The green vegetable was also the first Thanksgiving dish I really put my stamp on. This was when I was in high school. While my father was busy laboring over the turkey, I would quietly slice garlic or grind spices, finishing the prep but not turning on the heat until everyone else was ambling to the table. As much as I embrace cooking in advance, green vegetables benefit most from last-minute attention. They’re just better that way.

The key is to pick something that cooks quickly, and for that, broccoli fits perfectly. I can blanch it the day before, so it just needs the briefest stint in a hot pan, along with some olives and the requisite garlic. I love to garnish the vegetables with crisp fried shallots; those too can be made the day before. They add flair, and remind me of the fried onions on all those green bean casseroles I never had.

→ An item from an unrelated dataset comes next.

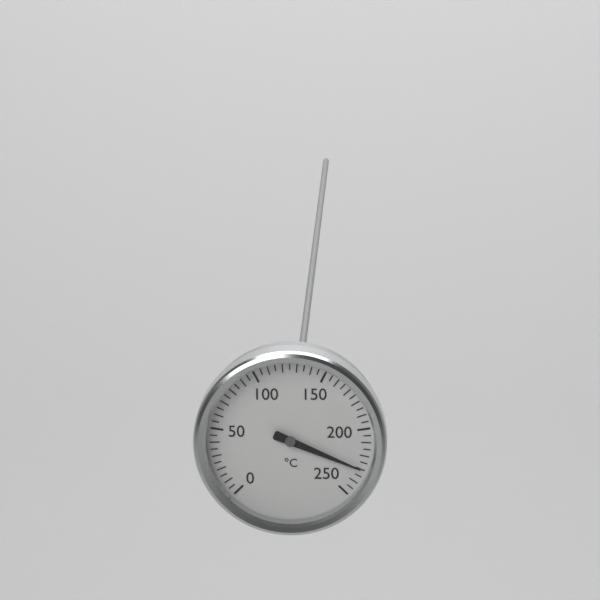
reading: 230 °C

  • 2-1/2 pounds broccoli (about 2 standard bunches), stems peeled and cut into 1/2-inch pieces, florets cut into bite-size pieces
  • 1/2 cup extra-virgin olive oil, plus more for drizzling
  • 4 shallots, sliced into rings
  • 5 fat garlic cloves, thinly sliced
  • 1/4 cup chopped pitted olives, such as Kalamata, Nicoise or Picholine (a combination of black and green is nice)
  • 1 -1/2 teaspoons kosher salt, or to taste
  • 2 teaspoons sherry vinegar, or to taste (optional)

Bring a large pot of salted water to a boil. Add broccoli and blanch until just tender, 1 to 3 minutes. Drain well and transfer to a large bowl.

Heat oil in a small pot over medium heat. In batches so they don’t crowd the pot, fry shallots until light golden, 4 to 6 minutes, reducing heat if they brown too quickly. Transfer to a paper towel-lined plate. Sprinkle with salt as you go.

Keep the oil in the pot, and carefully stir in garlic and olives. Cook until garlic starts to turn golden, about 3 minutes.

Pour hot oil, garlic and olives over broccoli, then sprinkle with salt. To brighten flavor, toss in vinegar. Garnish with fried shallots. Serves 8 to 10.

Nutritional information unavailable.